_What you will do:_
Below are the records. Reproduce exactly the lines from the one containing "reading: 8.5 mm" through the final line, and omit any pictures.

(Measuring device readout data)
******************************

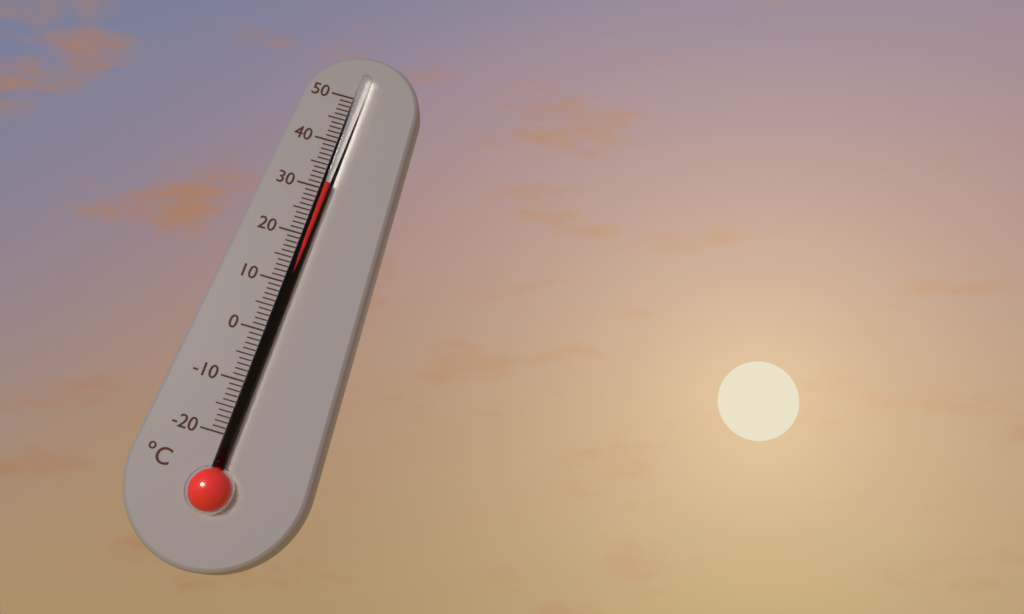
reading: 31 °C
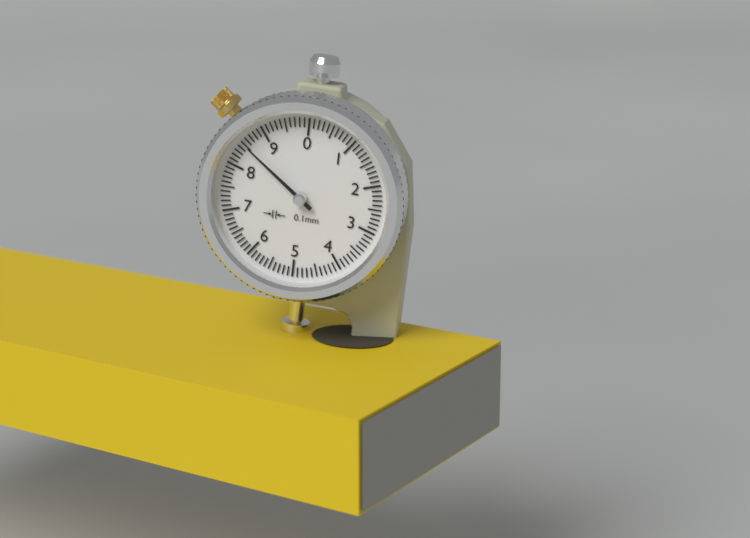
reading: 8.5 mm
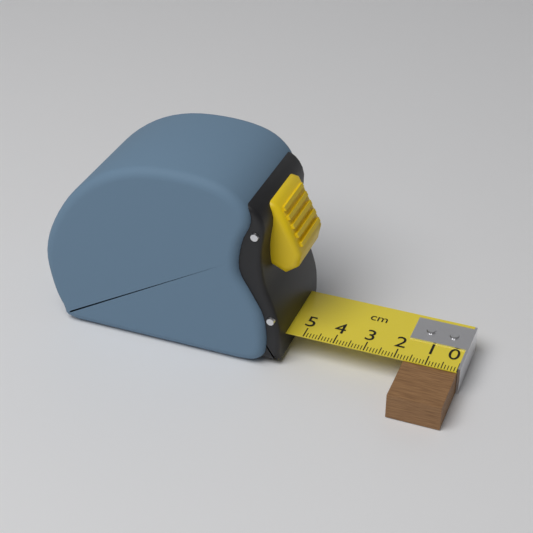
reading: 1.7 cm
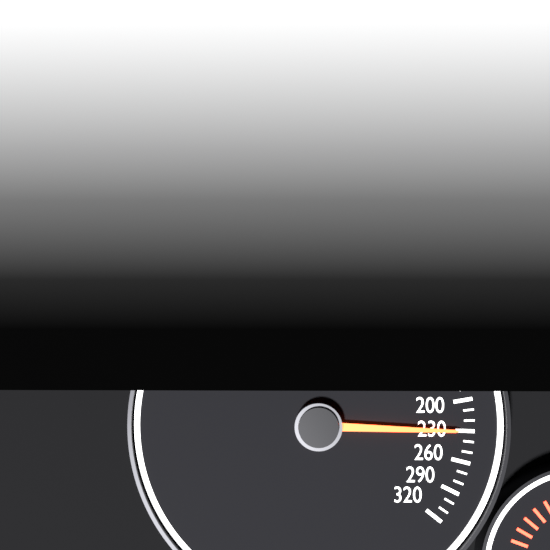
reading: 230 km/h
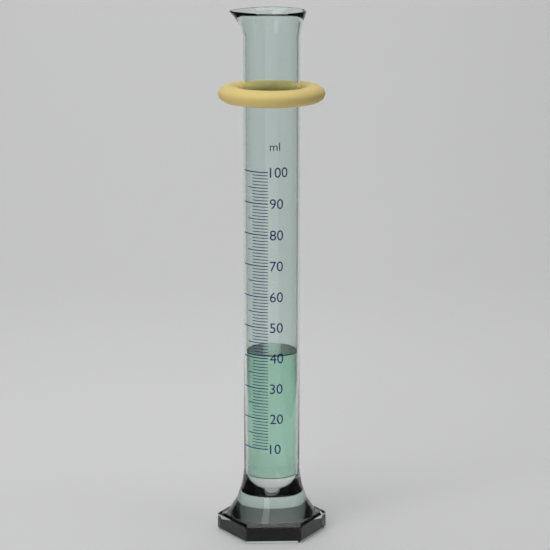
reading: 41 ml
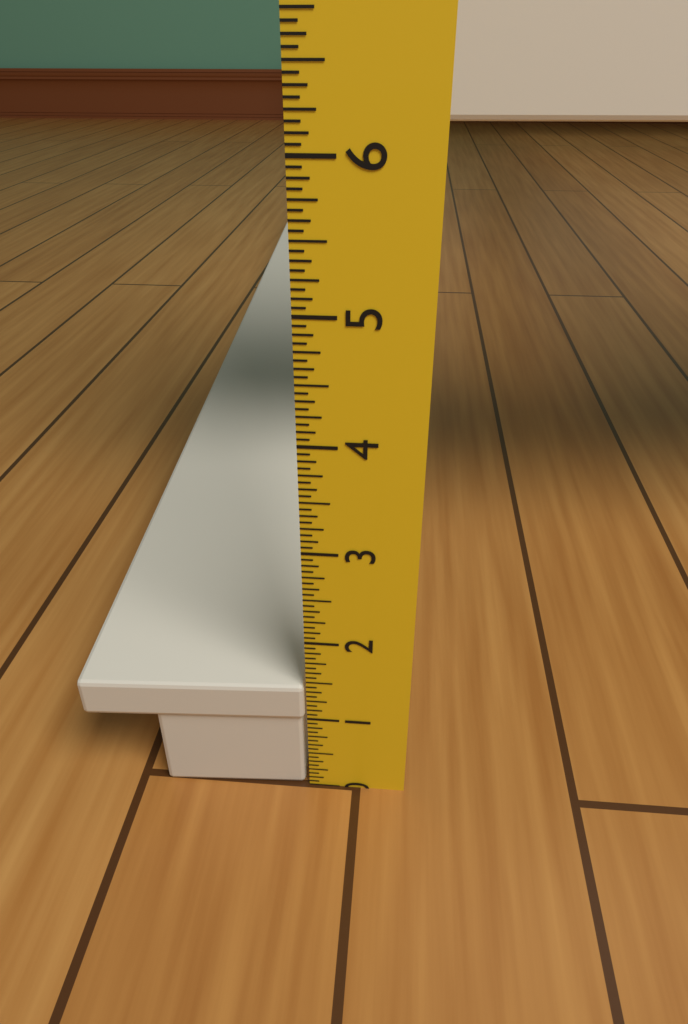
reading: 1.4375 in
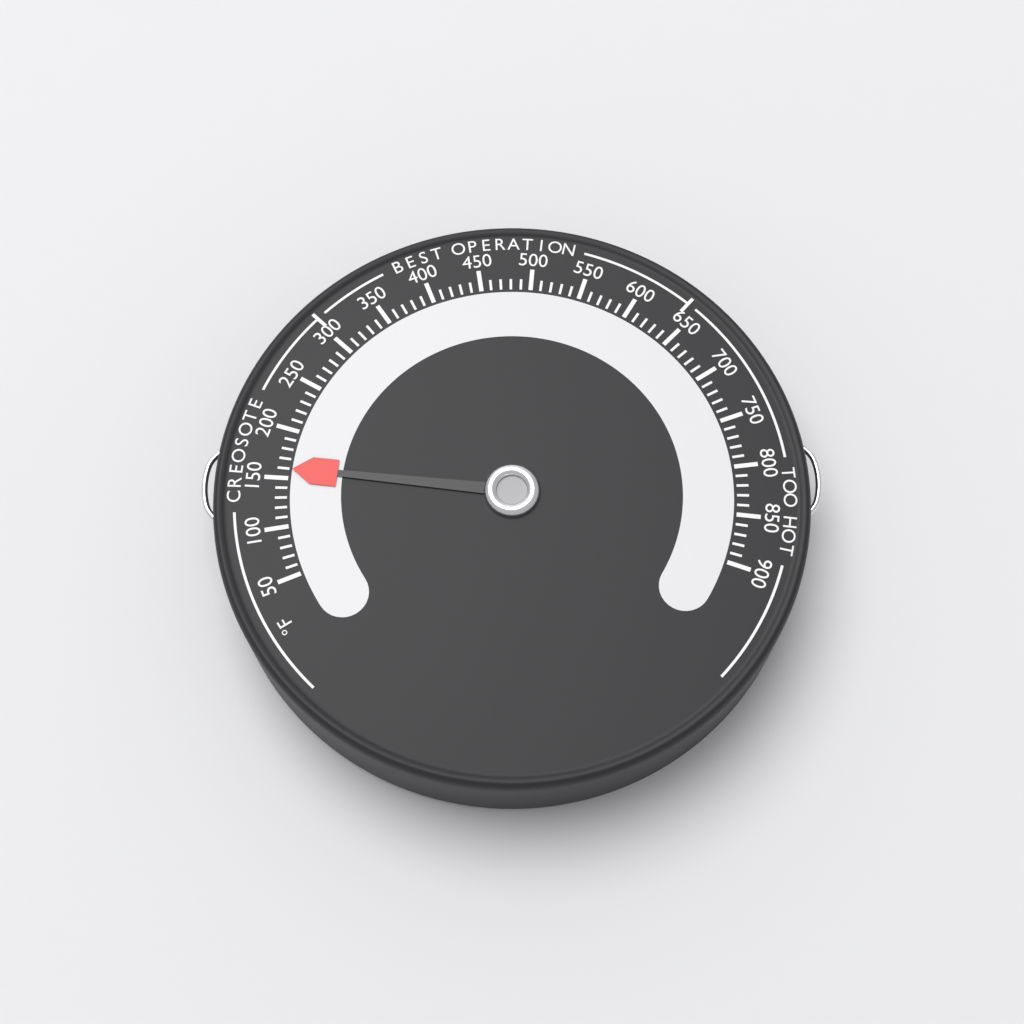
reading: 160 °F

******************************

_Response area:_
reading: 8.5 mm
reading: 1.7 cm
reading: 230 km/h
reading: 41 ml
reading: 1.4375 in
reading: 160 °F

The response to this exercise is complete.